To the other end of things, one of the core participants of the French New Wave, Eric Rohmer, died at the sprightly age of 89 on Monday Jan. 11th, and sprightly certainly is the word for the former film critic who joined contemporaries like Godard, Truffaut, Rivette, and Chabrol and also became a director. As each of his colleagues moved on to create their own directorial styles and focus on specific types of films, Rohmer’s forte was the character film with heavy, nuanced dialogue that felt improvised but apparently wasn’t – something that made his characters feel very natural, and gave his scenes and films a tempo that not every critic appreciated.
Rohmer was not part of the directors showcased in my old film theory classes, and indeed my first exposure to his work was L’ami de mon amie / Boyfriends and Girlfriends (1987), which seemed an appropriate intro at the time, since the film dealt with same-age characters in cumbersome relationships while in school. I caught the film on VHS, and while I only saw one other Rohmer film thereafter – the lovely romance Conte d’automne / Autumn Tale (1998) - L’ami did clear up a fear that Rohmer was dull.
(I still haven’t tackled Rivette, though. Rumours of meandering, rambling character pieces have kept me away from his work.)
Rohmer was prolific, and from 1950 to 2007 he made over fifty works for film and TV, and groups of his films centered around certain historical figures, seasons, and subjects – so there’s plenty to choose from, even though some of the titles may not currently be available on DVD in Region 1 land. As with any artist, do a bit of research regarding the major films, and give Rohmer a try, because there’s much to admire in his nuanced canon.
One filmmaker perhaps overlooked due to his absurdly short output is American Marc Rocco, a talented director whose career began with Scenes from the Goldmine (1987) and Dream a Little Dream (1989) before he went on a brief humanist streak with the powerful diptych of Where the Day Takes You (1992) and Murder in the First (1995), and then kind of disappeared behind the scenes as a producer before suddenly dying in May of 2009.
Murder in the First is his best-known work – manipulative and plastic on the facts surrounding prisoner abuse at Alcatraz State Penitentiary, but nevertheless moving – whereas Where the Day Takes You slipped under the radar in spite of being available on home video on several formats. Anchor Bay’s reissue on DVD brings this lost gem back into circulation, and it’s a potent drama about teenage runaways living and loving and dying on the streets of Los Angeles.

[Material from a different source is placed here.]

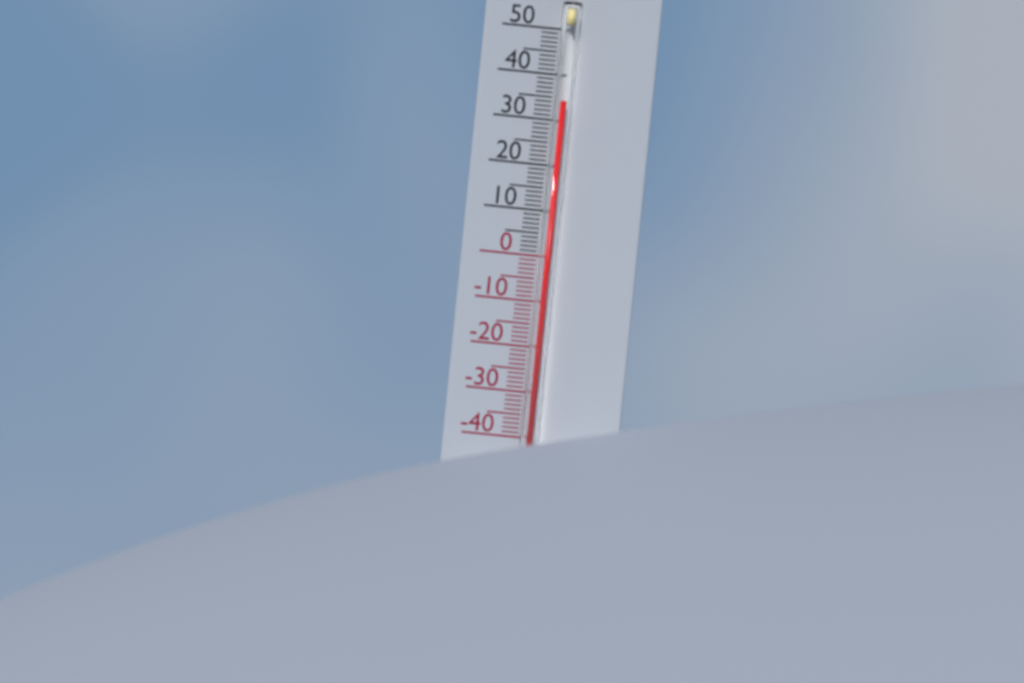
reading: 34 °C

I’ve uploaded reviews of both films, but before you even read the review for Where the Day Takes You, first check out the cast details, because the film is grounded by many up-and-coming stars that enjoyed successful careers. Moreover, there are fine turns by character actors who’ve since been typecast in lighter roles, such as Stephen Tobolowsky, a familiar actor known for playing comedic/beaky nerd characters in TV’s Glee and Heroes (as well as nasal Dr. Werner ‘my-voice-is-my-passport’ Brandes in Sneakers, back in 1992).